In Part I, “Beyond Amnesia: Jewish Artists, Patrons and Critics,” authors investigate antisemitic attacks on modernism and, after the Anschluss with Nazi Germany in 1938, the “Aryanization” of various modernist organizations, including the Secession. However, despite the Nazis’ many attacks on modernism as alien, or “Jewish,” not all Viennese modernist work was purged, nor were all Viennese modernists opposed to the ideals of the Nazis. Two of the articles here focus on prominent Viennese modernists who, having willingly accepted Nazi rule, continued their careers and produced work that conformed to Nazi expectations. Also discussed are examples of leading Viennese modernists whose works were reinterpreted or “Aryanized” to conform to Nazi standards. Other articles in this section explore the significance of Viennese Jews as creators, supporters, and disseminators of Viennese modernism, yet whose contributions have often been marginalized or outright destroyed.
In Part II, “Beyond the ‘Superstars,’” the articles focus on the consistent presence of women—artists, designers, writers, journalists, and patrons, among others—who participated actively in the creation of Viennese modernism, despite the sexism, misogyny, and antisemitism they faced, and yet whose work has, until relatively recently, been ignored or not yet rediscovered. These essays highlight the successes and challenges women modernists experienced, focusing on the importance of women artists' associations, as well as the innovative yet largely forgotten work produced by individual modernists.
Part 3, “Beyond Klimt: Erasures of Understudied Movements/Artists/Connections,” features five articles that examine ideas and objects of the study that have rarely, if ever, been studied in relation to Viennese modernism. These essays cover a wide range of subjects, including the ways European—especially Belgian—colonization of Africa allowed Klimt to absorb African influences that shaped his golden style and that financed the elaborate, costly frieze he designed for the Villa Stoclet; the Viennese reception of the American performer Josephine Baker; and the necessity of including churches designed by modernist architects in scholarship on Viennese modernism, despite that researchers have traditionally avoided studying them.
This book also includes an epilogue—a discussion the editors had with four members of the oldest Viennese associations for women artists, Vereinigung bildender Künstlerinnen Österreichs, or VBKÖ (Association of Austrian Wom*n Artists). In its present incarnation, the association has focused on diversifying and democratizing its governing structure, and it directs its energies to “re-think[ing] current ways of knowledge creation and production in art-making in order to attend to gaps and silences in [their] own history and to decolonize the Association's imperial and colonial legacy” (241). The members acknowledge that such work is not easy. Even their attempts to research the Association's past are complicated by the many gaps in its own archive, making it difficult to piece together its history during the Nazi period, to understand past and present class dynamics of its members, or to address its complicity in colonialism. However, to meet those challenges, today's VBKÖ fosters projects that engage critically with their archive, acknowledging its incompleteness as well as the association's activities during the Nazi past.
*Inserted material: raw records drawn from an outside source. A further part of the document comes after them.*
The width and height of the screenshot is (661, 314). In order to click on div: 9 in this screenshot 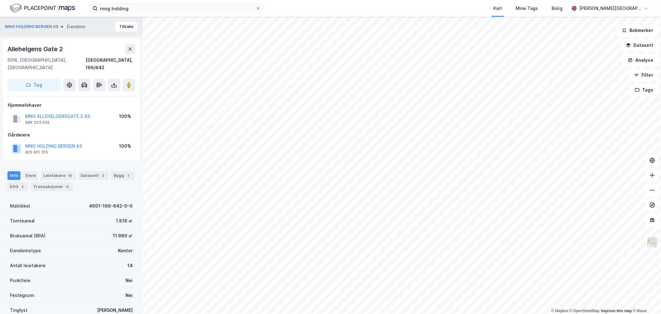, I will do `click(68, 187)`.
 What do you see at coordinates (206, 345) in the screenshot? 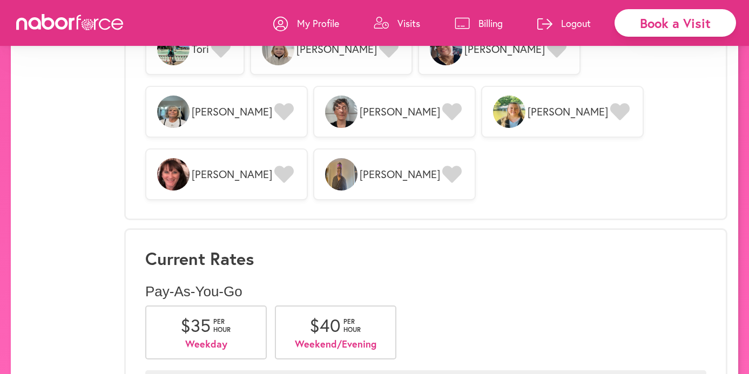
I see `p: Weekday` at bounding box center [206, 345].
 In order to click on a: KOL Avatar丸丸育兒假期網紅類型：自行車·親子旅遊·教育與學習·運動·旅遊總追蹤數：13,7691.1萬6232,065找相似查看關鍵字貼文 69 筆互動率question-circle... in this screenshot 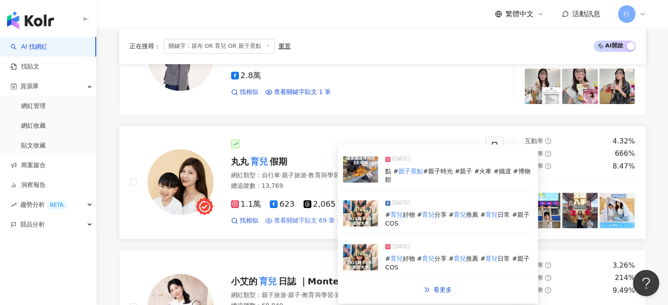, I will do `click(383, 182)`.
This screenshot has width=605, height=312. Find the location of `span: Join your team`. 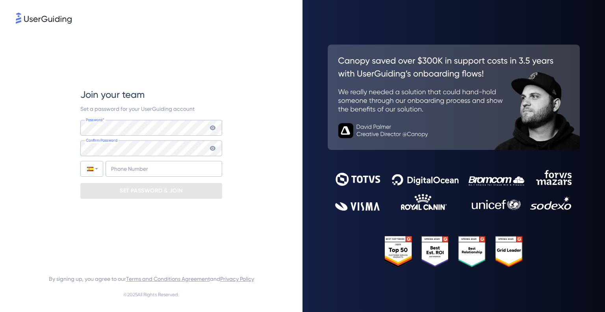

The editors’ decision to conclude this anthology with the VBKÖ's discussion of their efforts to address archival gaps and confront problematic aspects of the association's history is strategic—it demonstrates that the task of revising misleading historical accounts is not solely the responsibility of dedicated academics but also of artists and others who understand the stakes and necessity of such rewriting.